Neo-American Church

Synchronicity and the Plot/Plot

Reprinted from The Psychedelic Review, Number 8, 1966.

I recently spent a week in the company of a damned soul, that is, someone who considers himself a damned soul, and found the experience most stimulating, educational, and the cause of much self-congratulatory ideation and emotion, resolutions to continue steadfast in my current prejudices, to listen even less attentively to those who envision visionary experience as the focus of visionary experience, and so forth.

But I also learned something that made me feel slightly naive, a bit soft in the head, as it were: The flood of coincidence (synchronicity) which characterizes the truly genuine mystical experience (that is to say, my experience) as distinguished from mere psychedelic “tripping,” pleasure center button pushing, etc. need not, as I formerly supposed in my state of innocence, coincide with a good karma, or be interpreted as manifest evidence of the gentleness, delicacy, humor, and, above all, love with which the Ultimate Reality reveals Itself, if permitted to do so, to the lesser aspect here below.

In fact, I have good reason to believe, now that my eyes have been opened another hairsbreadth, that sheer terror is as common a reaction to synchronicity-awareness as is delighted acceptance, at least in those cases in which psychedelic drugs have directly provoked the awakening. Synchronicity, apparently, does not “go away” as visions often do. We do not have here an abstracted relatedness, but the relatedness of things. Not the whole truth, of course, and thank God for that, but at least nothing but the truth.

Now if, as my friend did, one has synchronicity shoved down one’s throat, along with all sorts of secondary occult phenomena such as other people’s dreams, “winkle buttons,” inappropriate vivid imagery (if your ideation is on a low level, then your images should be dim), and a variety of hypnagogic hallucinations resulting from too many non-integrated LSD experiences, synchronicity will appear to be just one more, if not the ultimate demonstration, that It doesn’t care about you.

My friend, if he ever frees himself from the erroneous assumptions which have led him to assume he is being punished rather than instructed, will no doubt be the world’s leading expert on demonology, and one may see in this exception (he is a Capricorn) some excuse for his present suffering. However, be that as it may, the lesson I see in his experience for myself and most others is “the same old one”: MAKE UP A GOOD STORY ABOUT YOURSELF, OR NONE AT ALL.

I must add at once that I consider the latter alternative almost impossible to execute. To live without a ‘story’ would be perpetual satori, ultimate mastery, total relaxation at the point of highest tension, and anyone who imagines he can transcend plot in ordinary life because he has become accustomed to viewing internal movies once or twice a week is being very foolish. Nor do powers and influences and what not help. On the contrary, they only raise the tension level.

Unfortunately, some of the teachings of Timothy Leary have been widely misinterpreted as an excuse for just wandering all around the countryside in an aimless manner, such behavior being thought of as a demonstration of one’s freedom from “game routines.” The idea is that you trust the world to take care of you (scrounge), have fantastic visions every now and then, and wait for deliverance. Unfortunately, this attitude is dangerous as well as silly. If it were simply simple, I would advocate it without hesitation as much preferable to teaching school, bombing the Oriental peasantry, or any other common way of life. The script, however, is not so easily discarded. Try to walk off this stage, and, odds are, you will find yourself on another, lower, stage, perhaps with a less complicated set of lines to read: a more primitive production.

What we ought to do is give up our (dirty) neuroses in favor of clean karma, but what apparently happens in many cases is that karma (the Plot) is abandoned, or is ignored, and the neuroses inflated to truly imperial proportions. Man is a myth maker. If he can bring his ordinary life into conformance with the Plot he is on the Path, he need not be “driven to the pasture with blows.” If he refuses to read his lines, however, his life experience will become as mixed and confusing as these metaphors. Wandering around backstage, he will be frightened by the jumbled paraphernalia, the incongruously disordered scenery and props.

Plot/plot. If the Plot is not accepted, then it must all be some sort of plot. If not wise order, then a fiendish design.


* TASK REQUIREMENTS:
Please reproduce the entries that follow, keeping each word intact.

* EXERCISE DATA:
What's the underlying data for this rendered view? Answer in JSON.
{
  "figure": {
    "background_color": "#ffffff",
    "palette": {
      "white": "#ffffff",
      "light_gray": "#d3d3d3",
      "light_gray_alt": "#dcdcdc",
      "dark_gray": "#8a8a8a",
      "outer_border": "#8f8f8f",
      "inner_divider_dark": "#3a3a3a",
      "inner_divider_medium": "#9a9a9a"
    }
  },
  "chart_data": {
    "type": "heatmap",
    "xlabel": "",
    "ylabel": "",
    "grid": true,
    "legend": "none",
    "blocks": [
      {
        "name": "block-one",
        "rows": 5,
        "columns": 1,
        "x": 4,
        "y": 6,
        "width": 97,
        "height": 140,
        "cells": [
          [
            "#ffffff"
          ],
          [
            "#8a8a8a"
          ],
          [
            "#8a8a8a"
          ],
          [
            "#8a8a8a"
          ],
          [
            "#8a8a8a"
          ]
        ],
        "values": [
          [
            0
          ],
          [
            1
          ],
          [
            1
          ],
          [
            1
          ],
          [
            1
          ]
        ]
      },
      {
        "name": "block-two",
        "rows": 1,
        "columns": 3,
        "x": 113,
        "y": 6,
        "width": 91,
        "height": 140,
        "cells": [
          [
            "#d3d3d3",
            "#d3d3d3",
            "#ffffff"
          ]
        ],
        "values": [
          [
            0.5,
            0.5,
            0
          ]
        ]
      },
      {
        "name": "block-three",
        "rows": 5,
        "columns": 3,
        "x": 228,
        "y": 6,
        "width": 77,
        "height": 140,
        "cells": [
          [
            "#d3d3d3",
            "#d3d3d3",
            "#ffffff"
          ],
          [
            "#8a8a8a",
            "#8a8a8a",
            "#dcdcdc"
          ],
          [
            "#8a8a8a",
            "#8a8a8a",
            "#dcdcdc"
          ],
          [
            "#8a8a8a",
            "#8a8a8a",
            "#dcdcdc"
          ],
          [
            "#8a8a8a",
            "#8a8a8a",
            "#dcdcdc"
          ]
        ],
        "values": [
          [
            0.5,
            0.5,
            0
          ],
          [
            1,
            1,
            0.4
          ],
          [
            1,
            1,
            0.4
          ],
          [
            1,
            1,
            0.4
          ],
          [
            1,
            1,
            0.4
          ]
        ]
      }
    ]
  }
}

* RESPONSE BELOW:
What's the underlying data for this rendered view? Answer in JSON.
{
  "figure": {
    "background_color": "#ffffff",
    "palette": {
      "white": "#ffffff",
      "light_gray": "#d3d3d3",
      "light_gray_alt": "#dcdcdc",
      "dark_gray": "#8a8a8a",
      "outer_border": "#8f8f8f",
      "inner_divider_dark": "#3a3a3a",
      "inner_divider_medium": "#9a9a9a"
    }
  },
  "chart_data": {
    "type": "heatmap",
    "xlabel": "",
    "ylabel": "",
    "grid": true,
    "legend": "none",
    "blocks": [
      {
        "name": "block-one",
        "rows": 5,
        "columns": 1,
        "x": 4,
        "y": 6,
        "width": 97,
        "height": 140,
        "cells": [
          [
            "#ffffff"
          ],
          [
            "#8a8a8a"
          ],
          [
            "#8a8a8a"
          ],
          [
            "#8a8a8a"
          ],
          [
            "#8a8a8a"
          ]
        ],
        "values": [
          [
            0
          ],
          [
            1
          ],
          [
            1
          ],
          [
            1
          ],
          [
            1
          ]
        ]
      },
      {
        "name": "block-two",
        "rows": 1,
        "columns": 3,
        "x": 113,
        "y": 6,
        "width": 91,
        "height": 140,
        "cells": [
          [
            "#d3d3d3",
            "#d3d3d3",
            "#ffffff"
          ]
        ],
        "values": [
          [
            0.5,
            0.5,
            0
          ]
        ]
      },
      {
        "name": "block-three",
        "rows": 5,
        "columns": 3,
        "x": 228,
        "y": 6,
        "width": 77,
        "height": 140,
        "cells": [
          [
            "#d3d3d3",
            "#d3d3d3",
            "#ffffff"
          ],
          [
            "#8a8a8a",
            "#8a8a8a",
            "#dcdcdc"
          ],
          [
            "#8a8a8a",
            "#8a8a8a",
            "#dcdcdc"
          ],
          [
            "#8a8a8a",
            "#8a8a8a",
            "#dcdcdc"
          ],
          [
            "#8a8a8a",
            "#8a8a8a",
            "#dcdcdc"
          ]
        ],
        "values": [
          [
            0.5,
            0.5,
            0
          ],
          [
            1,
            1,
            0.4
          ],
          [
            1,
            1,
            0.4
          ],
          [
            1,
            1,
            0.4
          ],
          [
            1,
            1,
            0.4
          ]
        ]
      }
    ]
  }
}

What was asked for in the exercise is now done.